Ok, we have a reference for the 50k/s acquisitions on the Rigol topping out at 20ns per division:
Setting the memory to 14k was needed to achieve close to the banner acquisition rate according to that reviewer, what was the sample rate achieved?
Yes, thats a difference of 23% in the time taken to capture a glitch that isnt correlated to the trigger. Not a 23% difference in the dead time as you keep claiming.
What do you think is the difference in dead time?
It's 23%. The guy doesn't understand basic mathematical extrapolation.
We return to the original post of mine stating the dead time as measure in units of time:
dead_time = 1/(update_rate) - record_length
You provided the quote to the dead time expressed as a percentage of realtime:
%dead_time = 100 x (1 – (update_rate * record_time))
These are consistent with the terminology used in both the Rhode & Schwartz and Agilent documents on the topic.
So lets compare these for the two scopes at your magic number of 20ns
1s/54,000 - 20ns * 10 = 18319 ns
1s/50,000 - 20ns * 14 = 19720 ns
the dead times are within 10%
How about calculating the dead time as a percentage of realtime
100 x (1 - (54,000 * 20ns * 10)) = 98.92%
100 X (1 - (50,000 * 20ns * 14)) = 98.6%
expressed as a percentage of realtime they are .32% different
Quoting differences in test time is completely different. Welcome to engineering, terminology is both terse and precise.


◆ Work required ◆
Repeat every line of the data exactly, but not the pictures.

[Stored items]
BEGIN
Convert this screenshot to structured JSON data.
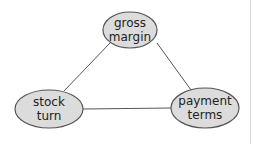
{
  "diagram": {
    "type": "triangle-relationship",
    "colors": {
      "node_fill": "#dcdcdc",
      "node_stroke": "#555555",
      "edge_stroke": "#555555",
      "text": "#222222"
    },
    "nodes": [
      {
        "id": "gross-margin",
        "lines": [
          "gross",
          "margin"
        ],
        "cx": 130,
        "cy": 30,
        "rx": 27,
        "ry": 18
      },
      {
        "id": "stock-turn",
        "lines": [
          "stock",
          "turn"
        ],
        "cx": 49,
        "cy": 109,
        "rx": 34,
        "ry": 19
      },
      {
        "id": "payment-terms",
        "lines": [
          "payment",
          "terms"
        ],
        "cx": 205,
        "cy": 108,
        "rx": 34,
        "ry": 20
      }
    ],
    "edges": [
      {
        "from": "gross-margin",
        "to": "stock-turn",
        "x1": 110,
        "y1": 43,
        "x2": 64,
        "y2": 91
      },
      {
        "from": "gross-margin",
        "to": "payment-terms",
        "x1": 157,
        "y1": 43,
        "x2": 191,
        "y2": 90
      },
      {
        "from": "stock-turn",
        "to": "payment-terms",
        "x1": 83,
        "y1": 109,
        "x2": 171,
        "y2": 108
      }
    ]
  }
}
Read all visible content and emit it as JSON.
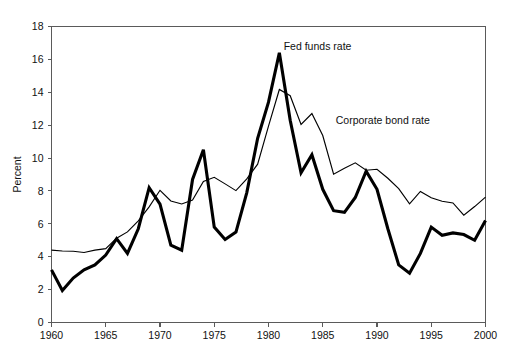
{
  "chart_data": {
    "type": "line",
    "title": "",
    "xlabel": "",
    "ylabel": "Percent",
    "xlim": [
      1960,
      2000
    ],
    "ylim": [
      0,
      18
    ],
    "ytick_step": 2,
    "xtick_step": 5,
    "grid": false,
    "legend_position": "inline-annotations",
    "x": [
      1960,
      1961,
      1962,
      1963,
      1964,
      1965,
      1966,
      1967,
      1968,
      1969,
      1970,
      1971,
      1972,
      1973,
      1974,
      1975,
      1976,
      1977,
      1978,
      1979,
      1980,
      1981,
      1982,
      1983,
      1984,
      1985,
      1986,
      1987,
      1988,
      1989,
      1990,
      1991,
      1992,
      1993,
      1994,
      1995,
      1996,
      1997,
      1998,
      1999,
      2000
    ],
    "yticks": [
      0,
      2,
      4,
      6,
      8,
      10,
      12,
      14,
      16,
      18
    ],
    "xticks": [
      1960,
      1965,
      1970,
      1975,
      1980,
      1985,
      1990,
      1995,
      2000
    ],
    "ytick_labels": [
      "0",
      "2",
      "4",
      "6",
      "8",
      "10",
      "12",
      "14",
      "16",
      "18"
    ],
    "xtick_labels": [
      "1960",
      "1965",
      "1970",
      "1975",
      "1980",
      "1985",
      "1990",
      "1995",
      "2000"
    ],
    "series": [
      {
        "name": "Fed funds rate",
        "style": "thick",
        "color": "#000000",
        "annotation_x": 1981.4,
        "annotation_y": 16.6,
        "values": [
          3.2,
          1.95,
          2.7,
          3.2,
          3.5,
          4.1,
          5.1,
          4.2,
          5.7,
          8.2,
          7.2,
          4.7,
          4.4,
          8.7,
          10.5,
          5.8,
          5.05,
          5.5,
          7.9,
          11.2,
          13.4,
          16.4,
          12.3,
          9.1,
          10.2,
          8.1,
          6.8,
          6.7,
          7.6,
          9.2,
          8.1,
          5.7,
          3.5,
          3.0,
          4.2,
          5.8,
          5.3,
          5.45,
          5.35,
          5.0,
          6.2
        ]
      },
      {
        "name": "Corporate bond rate",
        "style": "thin",
        "color": "#000000",
        "annotation_x": 1986.2,
        "annotation_y": 12.1,
        "values": [
          4.4,
          4.35,
          4.33,
          4.26,
          4.4,
          4.49,
          5.13,
          5.51,
          6.18,
          7.03,
          8.04,
          7.39,
          7.21,
          7.44,
          8.57,
          8.83,
          8.43,
          8.02,
          8.73,
          9.63,
          11.94,
          14.17,
          13.79,
          12.04,
          12.71,
          11.37,
          9.02,
          9.38,
          9.71,
          9.26,
          9.32,
          8.77,
          8.14,
          7.22,
          7.97,
          7.59,
          7.37,
          7.27,
          6.53,
          7.05,
          7.62
        ]
      }
    ]
  }
}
END
◆ Written answer ◆
Convert this screenshot to structured JSON data.
{
  "diagram": {
    "type": "triangle-relationship",
    "colors": {
      "node_fill": "#dcdcdc",
      "node_stroke": "#555555",
      "edge_stroke": "#555555",
      "text": "#222222"
    },
    "nodes": [
      {
        "id": "gross-margin",
        "lines": [
          "gross",
          "margin"
        ],
        "cx": 130,
        "cy": 30,
        "rx": 27,
        "ry": 18
      },
      {
        "id": "stock-turn",
        "lines": [
          "stock",
          "turn"
        ],
        "cx": 49,
        "cy": 109,
        "rx": 34,
        "ry": 19
      },
      {
        "id": "payment-terms",
        "lines": [
          "payment",
          "terms"
        ],
        "cx": 205,
        "cy": 108,
        "rx": 34,
        "ry": 20
      }
    ],
    "edges": [
      {
        "from": "gross-margin",
        "to": "stock-turn",
        "x1": 110,
        "y1": 43,
        "x2": 64,
        "y2": 91
      },
      {
        "from": "gross-margin",
        "to": "payment-terms",
        "x1": 157,
        "y1": 43,
        "x2": 191,
        "y2": 90
      },
      {
        "from": "stock-turn",
        "to": "payment-terms",
        "x1": 83,
        "y1": 109,
        "x2": 171,
        "y2": 108
      }
    ]
  }
}
Read all visible content and emit it as JSON.
{
  "chart_data": {
    "type": "line",
    "title": "",
    "xlabel": "",
    "ylabel": "Percent",
    "xlim": [
      1960,
      2000
    ],
    "ylim": [
      0,
      18
    ],
    "ytick_step": 2,
    "xtick_step": 5,
    "grid": false,
    "legend_position": "inline-annotations",
    "x": [
      1960,
      1961,
      1962,
      1963,
      1964,
      1965,
      1966,
      1967,
      1968,
      1969,
      1970,
      1971,
      1972,
      1973,
      1974,
      1975,
      1976,
      1977,
      1978,
      1979,
      1980,
      1981,
      1982,
      1983,
      1984,
      1985,
      1986,
      1987,
      1988,
      1989,
      1990,
      1991,
      1992,
      1993,
      1994,
      1995,
      1996,
      1997,
      1998,
      1999,
      2000
    ],
    "yticks": [
      0,
      2,
      4,
      6,
      8,
      10,
      12,
      14,
      16,
      18
    ],
    "xticks": [
      1960,
      1965,
      1970,
      1975,
      1980,
      1985,
      1990,
      1995,
      2000
    ],
    "ytick_labels": [
      "0",
      "2",
      "4",
      "6",
      "8",
      "10",
      "12",
      "14",
      "16",
      "18"
    ],
    "xtick_labels": [
      "1960",
      "1965",
      "1970",
      "1975",
      "1980",
      "1985",
      "1990",
      "1995",
      "2000"
    ],
    "series": [
      {
        "name": "Fed funds rate",
        "style": "thick",
        "color": "#000000",
        "annotation_x": 1981.4,
        "annotation_y": 16.6,
        "values": [
          3.2,
          1.95,
          2.7,
          3.2,
          3.5,
          4.1,
          5.1,
          4.2,
          5.7,
          8.2,
          7.2,
          4.7,
          4.4,
          8.7,
          10.5,
          5.8,
          5.05,
          5.5,
          7.9,
          11.2,
          13.4,
          16.4,
          12.3,
          9.1,
          10.2,
          8.1,
          6.8,
          6.7,
          7.6,
          9.2,
          8.1,
          5.7,
          3.5,
          3.0,
          4.2,
          5.8,
          5.3,
          5.45,
          5.35,
          5.0,
          6.2
        ]
      },
      {
        "name": "Corporate bond rate",
        "style": "thin",
        "color": "#000000",
        "annotation_x": 1986.2,
        "annotation_y": 12.1,
        "values": [
          4.4,
          4.35,
          4.33,
          4.26,
          4.4,
          4.49,
          5.13,
          5.51,
          6.18,
          7.03,
          8.04,
          7.39,
          7.21,
          7.44,
          8.57,
          8.83,
          8.43,
          8.02,
          8.73,
          9.63,
          11.94,
          14.17,
          13.79,
          12.04,
          12.71,
          11.37,
          9.02,
          9.38,
          9.71,
          9.26,
          9.32,
          8.77,
          8.14,
          7.22,
          7.97,
          7.59,
          7.37,
          7.27,
          6.53,
          7.05,
          7.62
        ]
      }
    ]
  }
}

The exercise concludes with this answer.